Flickr smoke photography group / Graham Jeffrey tutorials
Graham Jeffrey(2006-2010)
Foundational technical guides that established the canonical smoke photography setup and sparked a global community practice
Isolated smoke tendril against black. Backlit incense or cigarette curl, organic ribbon shape, high-contrast white-on-black, abstract form study.
Visual reference frames for this look are being generated.
Smoke photography isolates the ephemeral forms of rising smoke against a pure black background, revealing structures of extraordinary complexity - turbulent columns, laminar tendrils, vortex rings, and chaotic transitions from laminar to turbulent flow - that are invisible to the naked eye but legible in the freeze-frame of a high-speed strobe photograph.
The specific technique for isolated tendril smoke photography was popularized and systematized by UK photographer Graham Jeffrey (active 2006-2010) and Turkish photographer Mehmet Ozgur (active 2007-2012), both of whom published extensive technical guides and Flickr galleries that became the reference for the community. The canonical setup is: a joss stick or incense cone as the smoke source, a pure black background approximately 60-90cm behind the subject, two speedlights positioned at 90-degree angles to the optical axis (so they illuminate the smoke from the sides without hitting the background), a black background on the lens hood to prevent flare, and a manual focus point at the smoke column.
The lateral strobe placement is the key to the look: side-lighting creates maximum edge contrast in the translucent smoke column, revealing fine tendril structure invisible with front or back lighting. The pure black background requires no post-processing exposure reduction - if the background is far enough from the side lights and the room is dark, the background falls naturally to zero exposure.
The forms revealed by smoke photography are expressions of laminar-to-turbulent flow transition in fluid dynamics. The initial smoke column from a joss stick rises in laminar flow - smooth, parallel streamlines - for approximately 3-7 centimeters before breaking into the Kelvin-Helmholtz instability that initiates turbulence. The transition zone produces the most photographically complex forms: vortex rings, mushroom shapes, folded sheets, and helical tendrils.
The tendril forms are not random but mathematically determined by initial conditions, convection currents, and the Navier-Stokes equations governing fluid motion. Slow-motion video of smoke columns reveals that many apparently frozen tendril forms are in rapid rotational motion, making the still photograph a temporal snapshot of continuous dynamic behavior.
The standard post-processing workflow for smoke photography involves: adjusting contrast to push the background to absolute black, applying selective color or hue/saturation adjustments to shift the neutral gray smoke into color (blue, orange, purple) for visual interest, and occasionally inverting the image to produce white smoke on white background or black smoke on white. The colorization step is entirely digital and not visible in the original capture.
Graham Jeffrey(2006-2010)
Foundational technical guides that established the canonical smoke photography setup and sparked a global community practice
Mehmet Ozgur(2007-2012)
Large body of technically refined smoke photography that defined the color-shifted tendril aesthetic widely referenced by subsequent practitioners
various / 500px and Flickr communities(various 2008-2015)
Thousands of practitioners applying the Jeffrey-Ozgur method, producing the body of work that made the look recognizable as a photographic genre
various physics visualization labs(2010s)
High-speed camera documentation of smoke column behavior revealing the temporal dynamics beneath the still-photograph aesthetic
various commercial photographers(2010s-present)
Adoption of the isolated tendril look in perfume and incense commercial photography for editorial and product imagery
various / Processing and Unity communities(2015-present)
Digital fluid simulation producing smoke-analogous tendril forms without physical combustion, extending the aesthetic to video and interactive contexts
The exact knobs the renderer turns to produce this look.
dissolve cuts at 600ms, ease-in-out
Slow push (0.02, center)
smoke-black-iso
Rorschach inkblot symmetry. Black ink bilateral-mirrored on white paper, ambiguous biological form, projective-test psychology aesthetic.
Jackson Pollock action painting drip. All-over poured enamel skeins, no-subject gestural energy, Springs Long Island studio floor.
Dark-moody food photography. Single window key on cast-iron skillet, painterly Dutch-master food still life, deep shadow drama.
Bioluminescent glow low-light aesthetic. Deep-ocean or jungle scene illuminated only by glowing organisms, plankton wave, fungus, jellyfish, cool blue-green ambient.
Extreme close-up nature. Dewdrops, insect detail, vivid greens, razor-sharp focus.
Inspired by Man Ray rayograph photogram tradition. Objects placed directly on photo-sensitive paper, soft glowing silhouettes against deep black, surrealist composition of everyday objects.
Isolated smoke tendril against black. Backlit incense or cigarette curl, organic ribbon shape, high-contrast white-on-black, abstract form study.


# Your task
Search the records below for the string "will" and copy each line where it turns up.

(Beginning of Records for this task)

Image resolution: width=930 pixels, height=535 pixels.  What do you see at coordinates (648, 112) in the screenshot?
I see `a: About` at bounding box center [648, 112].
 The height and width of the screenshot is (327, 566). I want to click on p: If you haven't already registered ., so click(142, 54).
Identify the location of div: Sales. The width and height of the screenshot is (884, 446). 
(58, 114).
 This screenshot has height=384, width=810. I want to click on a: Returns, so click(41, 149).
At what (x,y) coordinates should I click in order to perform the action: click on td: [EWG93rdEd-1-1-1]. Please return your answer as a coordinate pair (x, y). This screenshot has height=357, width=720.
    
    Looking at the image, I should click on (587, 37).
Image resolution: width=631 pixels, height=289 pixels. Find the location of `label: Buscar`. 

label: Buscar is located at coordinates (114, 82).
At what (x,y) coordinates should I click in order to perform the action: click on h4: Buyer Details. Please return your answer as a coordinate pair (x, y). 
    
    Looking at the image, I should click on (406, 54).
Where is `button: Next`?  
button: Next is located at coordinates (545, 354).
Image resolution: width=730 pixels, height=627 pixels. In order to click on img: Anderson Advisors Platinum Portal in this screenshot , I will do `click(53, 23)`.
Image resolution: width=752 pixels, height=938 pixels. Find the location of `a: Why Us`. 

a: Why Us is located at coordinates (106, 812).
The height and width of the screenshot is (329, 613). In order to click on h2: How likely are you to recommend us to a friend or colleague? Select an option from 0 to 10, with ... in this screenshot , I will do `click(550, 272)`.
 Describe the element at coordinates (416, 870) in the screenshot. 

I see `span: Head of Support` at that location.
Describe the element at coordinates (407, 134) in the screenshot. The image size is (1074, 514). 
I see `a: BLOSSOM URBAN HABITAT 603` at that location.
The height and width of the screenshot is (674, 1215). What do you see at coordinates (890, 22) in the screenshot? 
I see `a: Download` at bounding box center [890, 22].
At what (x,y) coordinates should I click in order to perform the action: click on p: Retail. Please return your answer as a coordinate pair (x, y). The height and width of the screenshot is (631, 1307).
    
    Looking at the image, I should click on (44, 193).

(End of Records for this task)

# Response
Image resolution: width=730 pixels, height=627 pixels. In order to click on img: Anderson Advisors Platinum Portal in this screenshot , I will do `click(53, 23)`.
The height and width of the screenshot is (329, 613). In order to click on h2: How likely are you to recommend us to a friend or colleague? Select an option from 0 to 10, with ... in this screenshot , I will do `click(550, 272)`.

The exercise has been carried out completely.